/ 21 November 2013

COP19: NGO delegates walk out of Warsaw climate talks in protest

Cop19: Ngo Delegates Walk Out Of Warsaw Climate Talks In Protest

A massive walk-out of 800 delegates from non-governmental organisations characterised the second-last day of the 19th Conference of the Parties (COP19) to the Kyoto Protocol in Warsaw, Poland, on Thursday. The delegates were protesting against the low ambition of the conference, the influence of dirty energy and the lack of new financing.

China led 132 countries in a similar walk-out the day before in protest against the lack of progress on funding for "loss and damage". This is the argument at the core of the previous 18 such annual meetings – the developing world wants the developed world to pay for current and future environmental damage from climate change. They say the mostly Western countries are responsible for the majority of global greenhouse gas emissions, so should take responsibility for the environmental damage caused. 

Chief Phillippine negotiator Naderev "Yeb"​ Sano has been fasting for the past 11 days of the conference in support of this argument. Sano's delegation opened COP19 when the fallout from Typhoon Haiyan was still unknown, saying climate change would make these disasters a new normal. "We refuse, as a nation, to accept a future where super typhoons like Haiyan become a fact of life," he said.

The lack of expectations meant the conference started with little hype and great concern that host country Poland generates 90% of its energy from coal.

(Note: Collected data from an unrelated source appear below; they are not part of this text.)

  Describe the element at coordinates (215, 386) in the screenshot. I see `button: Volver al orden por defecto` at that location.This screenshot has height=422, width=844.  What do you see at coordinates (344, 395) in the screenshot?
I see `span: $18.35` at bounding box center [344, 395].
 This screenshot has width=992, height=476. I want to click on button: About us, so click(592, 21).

The country was holding a conference on coal at the same time as the climate talks. 

What little hope there is stems from the Durban Platform agreement thrashed out in the early hours the day after COP17 concluded in 2011. It sets out the process by which all parties to the UN Framework Convention on Climate Change will commit to a new, legally binding agreement to reduce greenhouse gas emissions. The global agreement has to be agreed on by 2015 and in force by 2020, which made it imperative that delegates thrash out a large part of the draft version this year for consideration at next year's COP20 in Lima, Peru. 

Poor example
The Green Climate Fund exemplifies the problems being experienced in the developing world and by environmental organisations. The fund is supposed to make $100-billion a year available by 2020 to help countries adapt to climate change. But as that is still seven years away, countries are requesting "fast start" financing to help them deal with climate change now. But little progress has been made and the fund remains virtually empty.

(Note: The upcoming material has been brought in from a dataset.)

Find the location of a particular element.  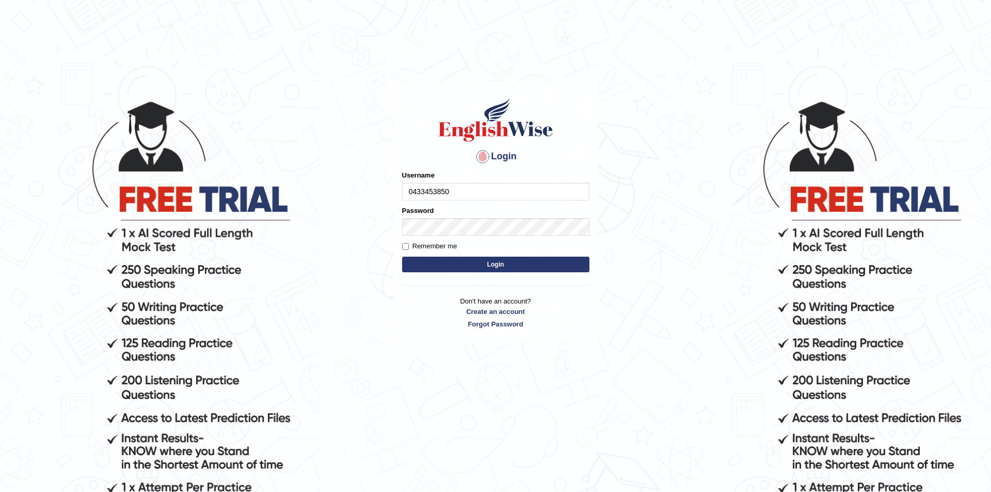

label: Remember me is located at coordinates (430, 246).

Political changes in some of the world's biggest carbon emitting nations have lowered expectations as they pull back from promises to lower emissions. Australia, which has elected a government that does not believe in human-driven climate change, has pulled out of all promises. Canada has lauded this and pulled out of the Kyoto Protocol. Japan has lowered its targets and Europe is refusing to increase its emission reduction targets. The United States has pushed through laws only by bypassing Congress through executive orders.

This all comes at a time when the science around climate change has become unequivocal – humans are driving climate change and the world is getting warmer. This year will be the seventh hottest on record. The most recent Intergovernmental Panel on Climate Change report, released in October, concluded that it was "virtually certain" humans are responsible for climate change. 

The World Bank's Turn Down the Heat report said current pledges by nations to lower greenhouse gas emissions – even before some lowered their emission reduction targets – would still see the world 4°C warmer by 2060. Another report by non-governmental climate change organisations, Banking on Coal, found that coal production had increased by 70% since 2000, driven by investment banks in Europe, the US and China.

The 19th Conference of the Parties ends on Friday. And traditionally, the host country has had to lock delegates in a room on the last night to force an agreement so that it can say some success has been achieved.